“Hi,
I’m Dominic,” he had said, but I hoped he was not.
I
still remember when we first met. The year was 1990 and I was a teenager
auditioning to join The Mustard Seed Art Company in Panjim. I had heard of
someone named Dominic who had been in the news a lot in the last year. Indeed,
all of Goa had heard about that Dominic. But when I met the lead actor of the
theatrical group for the first time, the Dominic I met was charismatic and had
a certain gravitas about him. I was soon to find that he could just as easily
be a goofball. One of my most enduring memories of Dominic is that he loved
yellow socks, which were a clue to his cheeriness in the face of adversity. He
became a friend. When you are a teenager experiencing every adolescent anguish
imaginable – from how no one gets your sense of style to the damnation that is
your love life - an older friend who is willing to lend a ear, as if all those
issues had equal weight, is someone to be held in high esteem. So, to me, my
friend could certainly not have been that
Dominic... or so I convinced myself. For as long as I remained unclear
about the facts, I could keep my parents in the dark lest they ask me to leave
the theatre group. But in a small place like Goa, it was not going to be long
before they discovered the truth. Having been curious about who this Dominic
was, my parents soon had their suspicions confirmed.
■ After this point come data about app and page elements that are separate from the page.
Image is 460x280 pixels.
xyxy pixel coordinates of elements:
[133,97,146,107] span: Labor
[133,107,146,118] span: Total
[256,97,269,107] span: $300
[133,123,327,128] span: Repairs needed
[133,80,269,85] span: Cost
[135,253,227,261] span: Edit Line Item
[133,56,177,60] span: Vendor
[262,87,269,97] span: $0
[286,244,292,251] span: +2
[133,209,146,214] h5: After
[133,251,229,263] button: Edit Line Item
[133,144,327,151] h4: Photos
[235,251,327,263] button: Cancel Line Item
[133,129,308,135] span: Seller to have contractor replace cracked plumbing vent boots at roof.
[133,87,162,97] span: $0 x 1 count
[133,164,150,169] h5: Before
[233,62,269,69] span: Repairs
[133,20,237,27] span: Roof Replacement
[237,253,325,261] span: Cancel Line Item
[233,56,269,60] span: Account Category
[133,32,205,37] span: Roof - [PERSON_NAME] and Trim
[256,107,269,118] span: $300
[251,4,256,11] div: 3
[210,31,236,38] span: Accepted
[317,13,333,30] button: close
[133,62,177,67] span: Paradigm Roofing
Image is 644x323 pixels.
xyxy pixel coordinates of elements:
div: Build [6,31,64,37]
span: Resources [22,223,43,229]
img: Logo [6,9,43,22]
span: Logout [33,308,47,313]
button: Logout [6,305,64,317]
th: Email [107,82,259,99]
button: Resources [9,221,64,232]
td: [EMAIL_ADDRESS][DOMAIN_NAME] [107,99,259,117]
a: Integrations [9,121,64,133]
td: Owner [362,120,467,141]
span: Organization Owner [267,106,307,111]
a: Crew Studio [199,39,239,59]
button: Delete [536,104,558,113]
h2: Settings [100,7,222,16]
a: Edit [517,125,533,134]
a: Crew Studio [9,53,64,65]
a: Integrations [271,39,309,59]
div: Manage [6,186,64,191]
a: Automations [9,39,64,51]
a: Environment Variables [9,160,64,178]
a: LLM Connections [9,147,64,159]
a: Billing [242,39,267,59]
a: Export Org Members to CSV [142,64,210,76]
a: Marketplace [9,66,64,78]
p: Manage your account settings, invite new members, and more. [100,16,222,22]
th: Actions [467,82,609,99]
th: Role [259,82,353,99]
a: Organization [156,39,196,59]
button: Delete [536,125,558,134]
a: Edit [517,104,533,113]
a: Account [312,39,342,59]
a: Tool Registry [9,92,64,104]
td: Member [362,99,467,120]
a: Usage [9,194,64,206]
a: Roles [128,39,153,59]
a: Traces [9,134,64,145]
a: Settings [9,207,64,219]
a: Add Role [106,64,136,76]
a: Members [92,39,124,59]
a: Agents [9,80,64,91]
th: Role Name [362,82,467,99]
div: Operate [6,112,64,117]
All I heard as they
upbraided me was that one word: “AIDS.” It was the one thing I had hoped not to
have been true about my friend.
In
1989, Dominic D’Souza, a frequent blood donor, found out he had contracted HIV
upon being detained by the authorities. He was humiliatingly arrested and
sequestered in a tuberculosis ward where he was the sole inmate – His disease
was equated with criminality. He was the first person in Goa to have been
diagnosed with HIV. To Dominic, how he had become infected was unimportant;
rather, he was concerned about what he was going to do to change social
perceptions about the disease. Dominic founded a non-profit called Positive
People – It was the first organization of its kind in Goa, and it continues to
exist. Despite the way he had been treated, Dominic loved Goa and saw himself
as part of it. He wanted that no one else should have to go through what he
did. At the same time, his advocacy efforts took him around the world as a
voice for those who faced HIV-related discrimination.
Dominic,
I did not get to say goodbye to you twenty years ago in May 1992 when you
breathed your last in a hospital in Bombay. Not a day goes by without me
thinking of you. I had hoped you were not that Dominic, because it would mean
losing you. But the world is a better place because you were in it. You will
always be remembered, my friend.
An online version of this piece can be found here.